My argument for scalability is that instead of using OneVsRest which is just a simplest of simplest baselines, you should use a more advanced ensemble of problem-transformation methods. In my paper I provide a scheme for dividing label space into subspaces and transforming the subproblems into multi-class single-label classifications using Label Powerset. To try this, just use the following code that utilizes a multi-label library built on top of scikit-learn - scikit-multilearn:
from skmultilearn.ensemble import LabelSpacePartitioningClassifier
from skmultilearn.cluster import IGraphLabelCooccurenceClusterer
from skmultilearn.problem_transform import LabelPowerset
from sklearn.linear_model import SGDClassifier
# base multi-class classifier SGD
base_classifier = SGDClassifier(loss='log', penalty='l2', n_jobs=-1)

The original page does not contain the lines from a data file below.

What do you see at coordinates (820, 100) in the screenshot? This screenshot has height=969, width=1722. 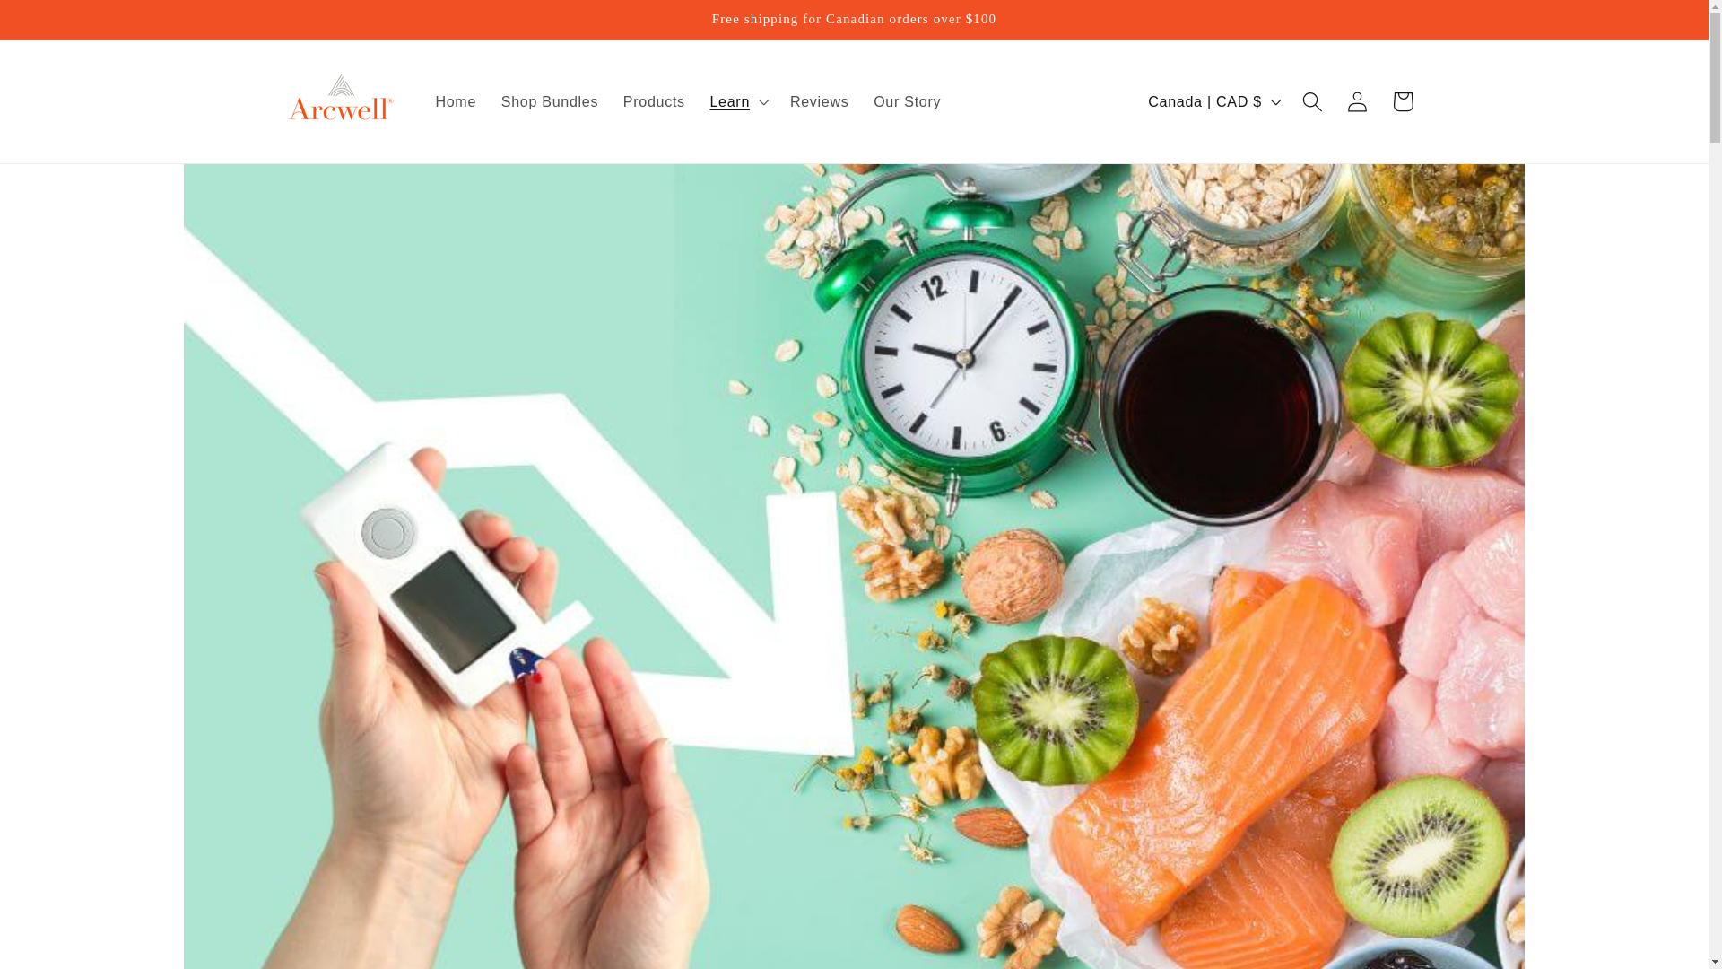 I see `Reviews` at bounding box center [820, 100].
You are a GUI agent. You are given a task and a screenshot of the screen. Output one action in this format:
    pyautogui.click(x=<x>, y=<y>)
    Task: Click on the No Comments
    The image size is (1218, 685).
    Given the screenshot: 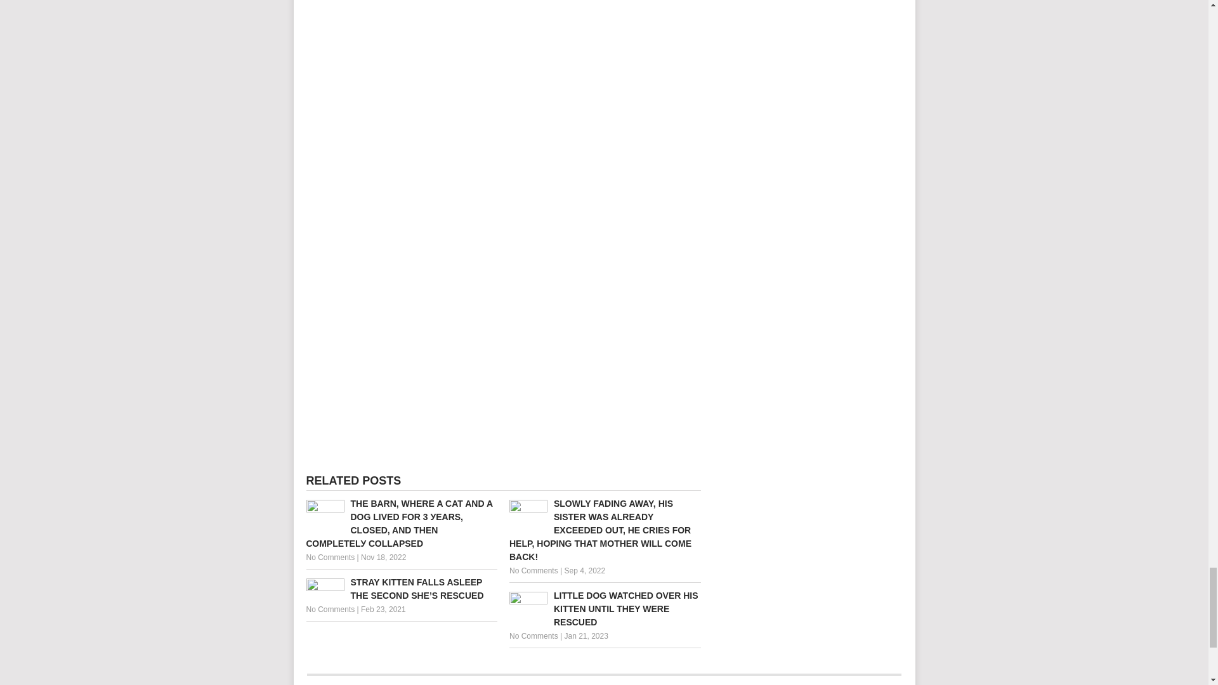 What is the action you would take?
    pyautogui.click(x=330, y=609)
    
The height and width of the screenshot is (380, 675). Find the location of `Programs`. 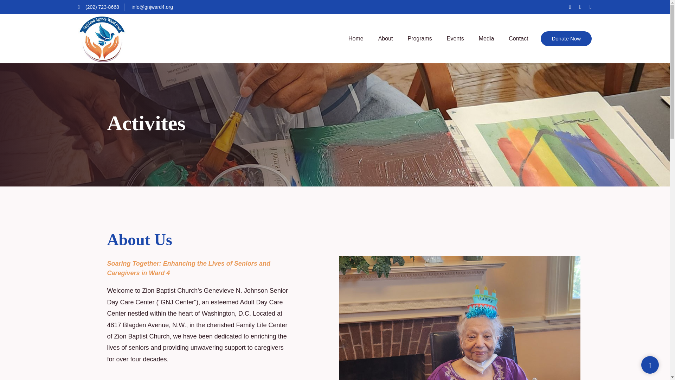

Programs is located at coordinates (419, 38).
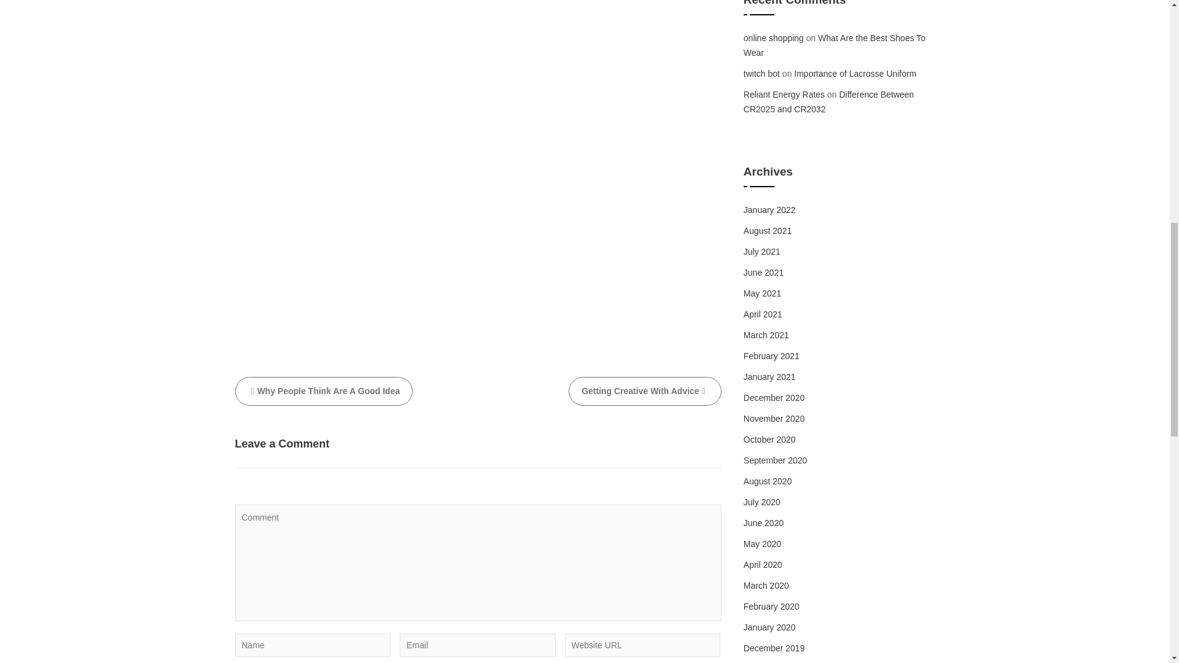 This screenshot has width=1179, height=663. What do you see at coordinates (854, 74) in the screenshot?
I see `Importance of Lacrosse Uniform` at bounding box center [854, 74].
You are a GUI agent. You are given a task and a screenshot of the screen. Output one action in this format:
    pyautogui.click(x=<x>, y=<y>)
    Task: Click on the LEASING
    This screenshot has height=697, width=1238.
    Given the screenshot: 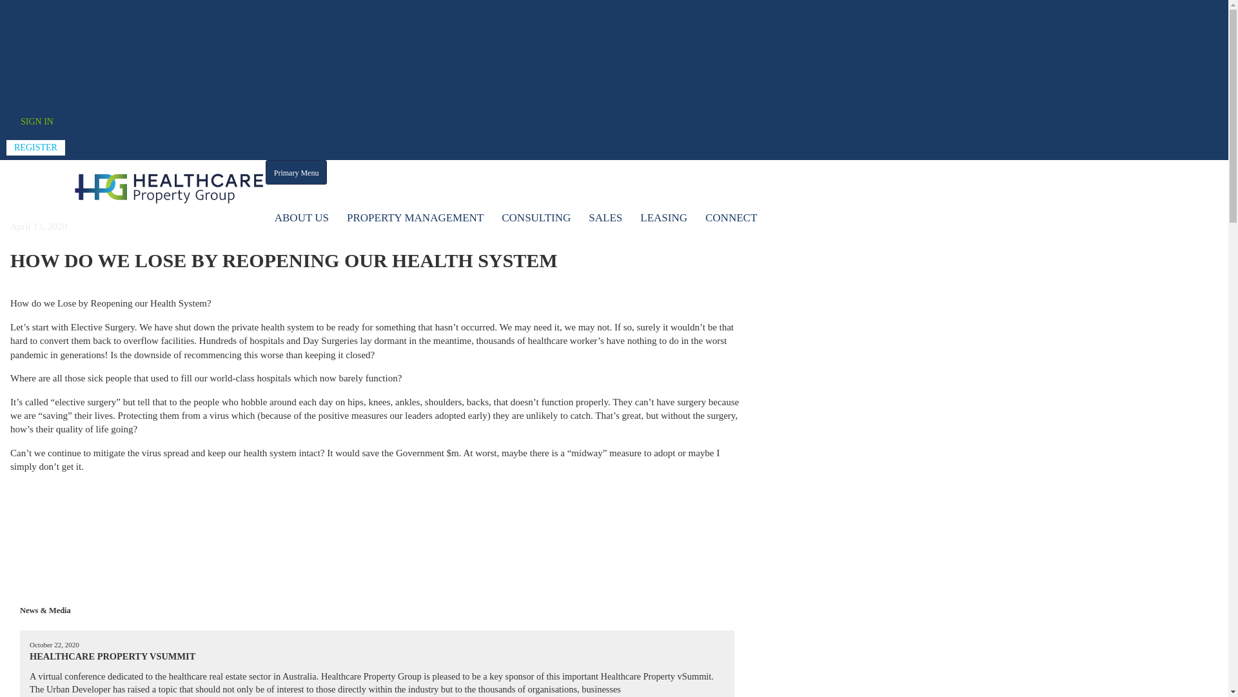 What is the action you would take?
    pyautogui.click(x=664, y=218)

# problem transformation from multi-label to single-label multi-class
transformation_classifier = LabelPowerset(base_classifier)
# clusterer dividing the label space using fast greedy modularity maximizing scheme
clusterer = IGraphLabelCooccurenceClusterer('fastgreedy', weighted=True, include_self_edges=True)
# ensemble
clf = LabelSpacePartitioningClassifier(transformation_classifier, clusterer)
clf.fit(x_train, y_train)
prediction = clf.predict(x_test)
The partial_fit() method was recently added to sklearn so hopefully it should be available in the upcoming release (it's in the master branch already).
The size of your problem makes it attractive to tackling it with neural networks. Have a look at magpie, it should give much better results than linear classifiers.
Which ls-svm toolbox can use in matlab? Which implementation do you recommend?
I am not 100% sure what type of SVM you're referring to, but I'm assuming you're interested in an implementation of the least squares SVM of Suykens & Vanderwalle, NIPS 99. If that's the case, I believe neither libsvm nor liblinear do that; check out http://www.esat.kuleuven.be/sista/lssvmlab/ .
If you're interested in a normal quadratic-programming formulation of the svm with quadratic slack penalties, libsvm and liblinear should work. Also, the newer subgradient-based solvers, such as pegasos may be useful as well but I am not sure of whether there is a good matlab library for you to use.
Check out both libsvm and liblinear:
http://www.csie.ntu.edu.tw/~cjlin/libsvm/
http://www.csie.ntu.edu.tw/~cjlin/liblinear/
These the are the fastest SVM solvers that I know of.